The way I got to watch the clock like it was a taximeter the whole time I'm out anywheres. It's the limit. Even Max Meltzer gimme the laugh to-day." "You'd never hear me say watch the clock if you'd keep company with a boy like Max Meltzer. A straight, clean boy with honest intentions by a girl lookin' right out of his face.

Among other writers of this period may be named Hans H. Schultz, N. Ostgaard, Harald Meltzer, M.B. Landstad, and the linguist Sophus Bugge. The efforts to bring out the national life and characteristics of the people in literature also led to an attempt to nationalize the language in which the literature was written.

LITERATURE. Works mentioned on pp. 16, 42: Pietschmann, Geschichte der Phoenizier ; Rawlinson, History of Phoenicia ; E. Meycr, Art. Phoenicia in the Encycl.

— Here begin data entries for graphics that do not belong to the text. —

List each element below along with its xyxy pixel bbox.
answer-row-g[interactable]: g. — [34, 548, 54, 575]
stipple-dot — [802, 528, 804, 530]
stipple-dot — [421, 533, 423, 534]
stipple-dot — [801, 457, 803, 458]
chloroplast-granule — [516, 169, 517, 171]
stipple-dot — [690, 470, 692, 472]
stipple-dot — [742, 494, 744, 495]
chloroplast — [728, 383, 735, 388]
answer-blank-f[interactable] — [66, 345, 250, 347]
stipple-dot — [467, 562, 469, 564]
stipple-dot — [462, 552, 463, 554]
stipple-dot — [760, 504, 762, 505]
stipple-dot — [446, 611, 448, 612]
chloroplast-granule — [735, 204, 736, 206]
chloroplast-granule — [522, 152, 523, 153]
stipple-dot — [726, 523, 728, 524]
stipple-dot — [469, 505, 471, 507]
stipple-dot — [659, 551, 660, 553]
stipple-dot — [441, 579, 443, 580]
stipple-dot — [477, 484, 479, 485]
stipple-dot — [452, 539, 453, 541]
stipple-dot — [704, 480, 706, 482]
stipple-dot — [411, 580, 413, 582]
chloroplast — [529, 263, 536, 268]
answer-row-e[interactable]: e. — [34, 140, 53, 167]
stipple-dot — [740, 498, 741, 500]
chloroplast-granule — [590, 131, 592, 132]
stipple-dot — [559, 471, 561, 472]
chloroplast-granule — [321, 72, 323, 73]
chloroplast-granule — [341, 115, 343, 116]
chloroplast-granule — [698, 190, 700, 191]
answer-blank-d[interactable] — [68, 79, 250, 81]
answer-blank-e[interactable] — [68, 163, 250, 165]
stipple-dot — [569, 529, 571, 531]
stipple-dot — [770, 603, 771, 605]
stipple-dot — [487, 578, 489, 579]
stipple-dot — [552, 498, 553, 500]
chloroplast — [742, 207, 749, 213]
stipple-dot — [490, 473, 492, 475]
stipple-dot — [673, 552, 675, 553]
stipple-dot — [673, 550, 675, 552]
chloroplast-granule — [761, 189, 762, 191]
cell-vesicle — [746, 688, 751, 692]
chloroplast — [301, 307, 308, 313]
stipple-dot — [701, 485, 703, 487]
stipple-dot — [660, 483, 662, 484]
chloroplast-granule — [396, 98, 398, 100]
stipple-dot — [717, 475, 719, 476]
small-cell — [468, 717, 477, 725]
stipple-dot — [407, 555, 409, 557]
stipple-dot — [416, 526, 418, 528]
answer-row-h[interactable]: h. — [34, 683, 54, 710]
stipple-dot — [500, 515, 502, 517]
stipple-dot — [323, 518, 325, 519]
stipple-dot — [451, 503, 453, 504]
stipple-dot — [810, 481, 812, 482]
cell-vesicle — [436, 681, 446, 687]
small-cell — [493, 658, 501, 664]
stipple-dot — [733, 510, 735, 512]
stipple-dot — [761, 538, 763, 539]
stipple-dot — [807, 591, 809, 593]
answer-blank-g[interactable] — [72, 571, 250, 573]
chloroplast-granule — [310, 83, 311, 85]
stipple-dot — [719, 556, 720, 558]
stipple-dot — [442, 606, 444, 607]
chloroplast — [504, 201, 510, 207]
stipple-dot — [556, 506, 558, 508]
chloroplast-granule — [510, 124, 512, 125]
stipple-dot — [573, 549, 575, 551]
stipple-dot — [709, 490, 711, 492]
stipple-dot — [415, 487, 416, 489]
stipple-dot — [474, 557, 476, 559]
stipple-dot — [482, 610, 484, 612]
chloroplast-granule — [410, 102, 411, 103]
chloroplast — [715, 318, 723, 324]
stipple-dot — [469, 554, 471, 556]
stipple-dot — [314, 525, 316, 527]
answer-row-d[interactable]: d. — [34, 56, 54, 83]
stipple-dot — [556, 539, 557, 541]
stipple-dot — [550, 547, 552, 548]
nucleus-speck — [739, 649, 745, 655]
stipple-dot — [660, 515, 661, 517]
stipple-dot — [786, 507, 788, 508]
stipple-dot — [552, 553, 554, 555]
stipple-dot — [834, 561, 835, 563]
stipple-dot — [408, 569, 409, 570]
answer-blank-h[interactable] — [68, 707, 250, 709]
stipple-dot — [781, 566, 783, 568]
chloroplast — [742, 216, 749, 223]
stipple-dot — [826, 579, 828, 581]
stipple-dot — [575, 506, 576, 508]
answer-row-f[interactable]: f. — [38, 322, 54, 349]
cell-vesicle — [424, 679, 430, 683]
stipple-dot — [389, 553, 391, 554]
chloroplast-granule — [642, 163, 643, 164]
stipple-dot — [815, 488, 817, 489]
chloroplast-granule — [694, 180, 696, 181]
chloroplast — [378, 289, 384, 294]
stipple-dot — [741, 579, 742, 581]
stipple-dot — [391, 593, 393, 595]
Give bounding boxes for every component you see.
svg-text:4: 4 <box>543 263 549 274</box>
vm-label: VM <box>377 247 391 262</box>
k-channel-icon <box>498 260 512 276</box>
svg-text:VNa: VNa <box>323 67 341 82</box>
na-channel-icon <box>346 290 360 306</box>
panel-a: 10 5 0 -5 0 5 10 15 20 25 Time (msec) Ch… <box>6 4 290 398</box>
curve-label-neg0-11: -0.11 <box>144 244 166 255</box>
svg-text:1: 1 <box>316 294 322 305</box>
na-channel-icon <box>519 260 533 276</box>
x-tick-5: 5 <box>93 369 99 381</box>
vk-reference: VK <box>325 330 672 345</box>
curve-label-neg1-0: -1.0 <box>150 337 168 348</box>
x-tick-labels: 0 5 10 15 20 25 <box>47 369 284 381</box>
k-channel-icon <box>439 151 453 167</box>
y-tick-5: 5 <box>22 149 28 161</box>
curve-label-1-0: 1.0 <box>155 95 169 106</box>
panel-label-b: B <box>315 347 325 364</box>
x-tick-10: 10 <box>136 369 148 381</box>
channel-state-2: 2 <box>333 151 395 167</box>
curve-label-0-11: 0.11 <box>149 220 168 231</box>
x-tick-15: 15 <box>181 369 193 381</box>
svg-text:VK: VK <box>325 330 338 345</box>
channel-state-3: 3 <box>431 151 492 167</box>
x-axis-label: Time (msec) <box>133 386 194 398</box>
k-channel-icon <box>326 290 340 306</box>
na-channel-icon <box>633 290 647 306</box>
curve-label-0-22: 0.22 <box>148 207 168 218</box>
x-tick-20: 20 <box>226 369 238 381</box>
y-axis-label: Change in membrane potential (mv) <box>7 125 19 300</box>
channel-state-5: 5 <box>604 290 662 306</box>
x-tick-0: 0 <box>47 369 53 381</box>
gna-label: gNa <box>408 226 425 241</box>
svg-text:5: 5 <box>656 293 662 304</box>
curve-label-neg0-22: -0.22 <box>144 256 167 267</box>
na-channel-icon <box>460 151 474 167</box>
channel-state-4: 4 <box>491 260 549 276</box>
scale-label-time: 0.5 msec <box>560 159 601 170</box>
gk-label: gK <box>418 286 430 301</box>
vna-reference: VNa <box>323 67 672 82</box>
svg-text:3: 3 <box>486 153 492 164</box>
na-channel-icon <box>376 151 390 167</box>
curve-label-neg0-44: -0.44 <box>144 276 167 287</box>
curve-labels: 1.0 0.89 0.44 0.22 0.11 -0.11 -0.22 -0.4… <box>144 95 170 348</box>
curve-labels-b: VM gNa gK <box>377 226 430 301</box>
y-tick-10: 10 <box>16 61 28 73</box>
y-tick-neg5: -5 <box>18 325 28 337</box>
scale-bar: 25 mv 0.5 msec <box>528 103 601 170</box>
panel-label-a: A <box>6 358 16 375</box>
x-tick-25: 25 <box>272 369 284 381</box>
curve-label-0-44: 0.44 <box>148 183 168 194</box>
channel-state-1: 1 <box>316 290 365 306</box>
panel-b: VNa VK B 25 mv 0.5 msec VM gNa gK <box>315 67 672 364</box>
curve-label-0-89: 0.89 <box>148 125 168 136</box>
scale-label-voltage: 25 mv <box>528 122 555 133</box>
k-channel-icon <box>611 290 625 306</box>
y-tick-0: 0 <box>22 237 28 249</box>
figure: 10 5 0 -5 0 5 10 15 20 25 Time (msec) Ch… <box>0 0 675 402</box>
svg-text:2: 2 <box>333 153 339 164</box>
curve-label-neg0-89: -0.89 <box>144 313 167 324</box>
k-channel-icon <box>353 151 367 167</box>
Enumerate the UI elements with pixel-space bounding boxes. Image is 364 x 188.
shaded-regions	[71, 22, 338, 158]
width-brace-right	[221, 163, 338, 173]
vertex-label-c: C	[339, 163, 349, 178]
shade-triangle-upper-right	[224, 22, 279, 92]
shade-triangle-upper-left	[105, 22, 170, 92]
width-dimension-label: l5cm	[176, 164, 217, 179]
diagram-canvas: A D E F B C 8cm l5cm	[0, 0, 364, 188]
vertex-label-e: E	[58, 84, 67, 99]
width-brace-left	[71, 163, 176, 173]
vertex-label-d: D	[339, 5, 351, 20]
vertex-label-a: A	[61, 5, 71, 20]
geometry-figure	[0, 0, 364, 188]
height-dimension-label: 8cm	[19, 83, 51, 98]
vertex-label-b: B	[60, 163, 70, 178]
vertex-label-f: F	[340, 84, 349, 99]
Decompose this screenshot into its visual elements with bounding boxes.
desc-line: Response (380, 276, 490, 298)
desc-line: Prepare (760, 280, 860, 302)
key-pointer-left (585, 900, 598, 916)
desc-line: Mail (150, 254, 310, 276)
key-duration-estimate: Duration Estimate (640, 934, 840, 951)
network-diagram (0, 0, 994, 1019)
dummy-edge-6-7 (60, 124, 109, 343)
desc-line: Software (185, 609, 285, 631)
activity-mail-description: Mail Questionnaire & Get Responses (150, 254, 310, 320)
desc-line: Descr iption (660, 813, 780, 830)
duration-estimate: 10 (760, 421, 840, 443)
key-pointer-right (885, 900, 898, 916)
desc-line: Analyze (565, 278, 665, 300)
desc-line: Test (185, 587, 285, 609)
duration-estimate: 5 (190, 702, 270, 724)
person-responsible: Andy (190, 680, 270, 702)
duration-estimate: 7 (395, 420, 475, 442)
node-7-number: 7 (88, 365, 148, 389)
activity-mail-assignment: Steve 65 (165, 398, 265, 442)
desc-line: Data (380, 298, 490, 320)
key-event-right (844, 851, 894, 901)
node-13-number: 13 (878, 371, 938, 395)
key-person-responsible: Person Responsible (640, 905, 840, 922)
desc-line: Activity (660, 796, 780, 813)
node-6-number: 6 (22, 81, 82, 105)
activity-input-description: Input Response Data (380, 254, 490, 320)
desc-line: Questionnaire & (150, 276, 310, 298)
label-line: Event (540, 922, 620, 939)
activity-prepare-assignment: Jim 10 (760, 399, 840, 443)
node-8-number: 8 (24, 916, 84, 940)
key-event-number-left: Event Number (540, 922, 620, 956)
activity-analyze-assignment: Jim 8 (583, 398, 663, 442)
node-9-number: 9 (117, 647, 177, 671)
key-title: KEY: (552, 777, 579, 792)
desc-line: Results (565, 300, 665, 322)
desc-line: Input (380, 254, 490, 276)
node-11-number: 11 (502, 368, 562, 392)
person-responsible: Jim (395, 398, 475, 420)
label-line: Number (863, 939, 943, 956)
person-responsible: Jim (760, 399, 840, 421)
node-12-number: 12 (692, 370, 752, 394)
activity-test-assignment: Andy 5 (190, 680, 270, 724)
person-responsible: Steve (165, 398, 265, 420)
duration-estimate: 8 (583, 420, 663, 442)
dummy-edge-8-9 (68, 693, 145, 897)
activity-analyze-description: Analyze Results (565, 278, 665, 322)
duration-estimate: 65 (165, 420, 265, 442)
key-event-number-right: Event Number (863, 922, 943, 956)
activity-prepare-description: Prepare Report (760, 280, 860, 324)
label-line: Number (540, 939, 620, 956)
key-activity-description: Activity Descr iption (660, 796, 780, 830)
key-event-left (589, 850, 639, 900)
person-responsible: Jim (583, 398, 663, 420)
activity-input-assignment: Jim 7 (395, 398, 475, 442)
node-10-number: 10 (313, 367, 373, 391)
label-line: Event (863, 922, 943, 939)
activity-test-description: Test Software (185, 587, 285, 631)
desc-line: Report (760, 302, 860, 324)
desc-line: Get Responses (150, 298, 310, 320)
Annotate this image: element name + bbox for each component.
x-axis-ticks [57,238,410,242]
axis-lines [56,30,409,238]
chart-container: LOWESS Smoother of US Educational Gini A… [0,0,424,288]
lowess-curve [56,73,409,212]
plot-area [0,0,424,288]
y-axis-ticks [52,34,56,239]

Bibl.; Perrot & Chipiez, History of Art in Phoenicia and Cyprus, 2 vols.; Renan, Mission de Phenicie ; Meltzer, Geschichte der Karthager; F. W. Newman's Defense of Carthage.

Sadie Barnet's own mid-aisle bin had blossomed into a sacrificial sale of lawn remnants, and toward the close of the day her stock lay low, depleted. Max Meltzer leaned out of his bower, and how muted his voice, as if it came from an inner throat that only spoke when the heart bade it. "Little one, them remnants went like hot cakes, didn't they?" "Hot cakes! Well, I guess.

The best ain't none too good for a little lady like you." "Aw, Mr. Meltzer!" Her bosom filled and waned. "Aw, Mr. Meltzer!" "I mean it." An electric bell grilled through his words. Miss Barnet sprang reflexly from the harness of an eight-hour day. "Aw, looka, and I wanted to sneak up before closing and get Dee Dee to snip me two yards of red satin, and she won't cut an inch after the bell.

The words scuttered from her lips like sharp hailstones and she glanced at him sidewise over a hump of uplifted shoulder and down the length of one akimbo arm. "'Cause you're stuck on me! Huh!" Max Meltzer leaned across a counter display of fringed breakfast napkins. "Ain't that a good reason, Miss Sadie? It's a true one." "You're one swell little guesser, you are not.

Do not, ascetic reader, gag at the unsocratic plane. True, Max Meltzer had neither the grain nor the leisure of a sophist, a capacity for tenses or an appreciation of Kant. He had never built a bridge, led a Bible class, or attempted the first inch of the five-foot bookshelf.

Max Meltzer collapsed in an attitude of mock prostration against a stock-shelf. "Gee! that must have been cracked before the first nut." "Smarty!" Across the specially priced mill-ends she flashed the full line of her teeth, and with an intensity his features ill concealed he noted how sweet her throat as it arched. "It's the spring fever gets inside of me and makes me so stretchy, Miss Sadie.